Instructions to follow >>
Leaving nothing out, print each line of the material exactly.

════════

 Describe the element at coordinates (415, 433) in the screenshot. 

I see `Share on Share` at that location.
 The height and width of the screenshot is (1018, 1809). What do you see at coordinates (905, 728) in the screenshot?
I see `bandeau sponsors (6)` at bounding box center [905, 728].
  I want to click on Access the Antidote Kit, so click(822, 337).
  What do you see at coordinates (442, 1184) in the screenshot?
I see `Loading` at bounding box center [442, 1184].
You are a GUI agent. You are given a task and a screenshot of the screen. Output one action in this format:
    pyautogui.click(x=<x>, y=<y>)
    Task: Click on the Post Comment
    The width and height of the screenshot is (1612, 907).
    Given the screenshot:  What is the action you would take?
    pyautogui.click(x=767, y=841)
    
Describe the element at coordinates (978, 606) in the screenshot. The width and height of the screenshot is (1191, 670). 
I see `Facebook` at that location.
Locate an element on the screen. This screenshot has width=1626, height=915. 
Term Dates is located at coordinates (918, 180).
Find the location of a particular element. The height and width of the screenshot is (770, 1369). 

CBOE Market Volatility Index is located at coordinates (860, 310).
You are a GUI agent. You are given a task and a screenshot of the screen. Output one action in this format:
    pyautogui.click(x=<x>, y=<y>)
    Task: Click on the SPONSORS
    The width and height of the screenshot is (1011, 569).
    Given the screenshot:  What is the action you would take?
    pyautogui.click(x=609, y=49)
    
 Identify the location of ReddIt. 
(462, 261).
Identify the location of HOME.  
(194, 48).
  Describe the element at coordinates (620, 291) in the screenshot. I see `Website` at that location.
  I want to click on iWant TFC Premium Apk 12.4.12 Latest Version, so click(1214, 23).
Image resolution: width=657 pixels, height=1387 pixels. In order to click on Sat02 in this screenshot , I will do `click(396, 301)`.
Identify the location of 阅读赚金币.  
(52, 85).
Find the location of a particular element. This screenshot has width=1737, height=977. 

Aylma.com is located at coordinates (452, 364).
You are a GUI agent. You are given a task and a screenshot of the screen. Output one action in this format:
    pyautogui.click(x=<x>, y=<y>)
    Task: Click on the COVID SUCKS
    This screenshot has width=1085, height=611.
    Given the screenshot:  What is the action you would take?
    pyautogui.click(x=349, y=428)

════════

Exercise solution >>
 Describe the element at coordinates (415, 433) in the screenshot. 

I see `Share on Share` at that location.
 The height and width of the screenshot is (1018, 1809). What do you see at coordinates (905, 728) in the screenshot?
I see `bandeau sponsors (6)` at bounding box center [905, 728].
  I want to click on Access the Antidote Kit, so click(822, 337).
  What do you see at coordinates (442, 1184) in the screenshot?
I see `Loading` at bounding box center [442, 1184].
You are a GUI agent. You are given a task and a screenshot of the screen. Output one action in this format:
    pyautogui.click(x=<x>, y=<y>)
    Task: Click on the Post Comment
    The width and height of the screenshot is (1612, 907).
    Given the screenshot:  What is the action you would take?
    pyautogui.click(x=767, y=841)
    
Describe the element at coordinates (978, 606) in the screenshot. The width and height of the screenshot is (1191, 670). 
I see `Facebook` at that location.
Locate an element on the screen. This screenshot has width=1626, height=915. 
Term Dates is located at coordinates (918, 180).
Find the location of a particular element. The height and width of the screenshot is (770, 1369). 

CBOE Market Volatility Index is located at coordinates (860, 310).
You are a GUI agent. You are given a task and a screenshot of the screen. Output one action in this format:
    pyautogui.click(x=<x>, y=<y>)
    Task: Click on the SPONSORS
    The width and height of the screenshot is (1011, 569).
    Given the screenshot:  What is the action you would take?
    pyautogui.click(x=609, y=49)
    
 Identify the location of ReddIt. 
(462, 261).
Identify the location of HOME.  
(194, 48).
  Describe the element at coordinates (620, 291) in the screenshot. I see `Website` at that location.
  I want to click on iWant TFC Premium Apk 12.4.12 Latest Version, so click(1214, 23).
Image resolution: width=657 pixels, height=1387 pixels. In order to click on Sat02 in this screenshot , I will do `click(396, 301)`.
Identify the location of 阅读赚金币.  
(52, 85).
Find the location of a particular element. This screenshot has width=1737, height=977. 

Aylma.com is located at coordinates (452, 364).
You are a GUI agent. You are given a task and a screenshot of the screen. Output one action in this format:
    pyautogui.click(x=<x>, y=<y>)
    Task: Click on the COVID SUCKS
    This screenshot has width=1085, height=611.
    Given the screenshot:  What is the action you would take?
    pyautogui.click(x=349, y=428)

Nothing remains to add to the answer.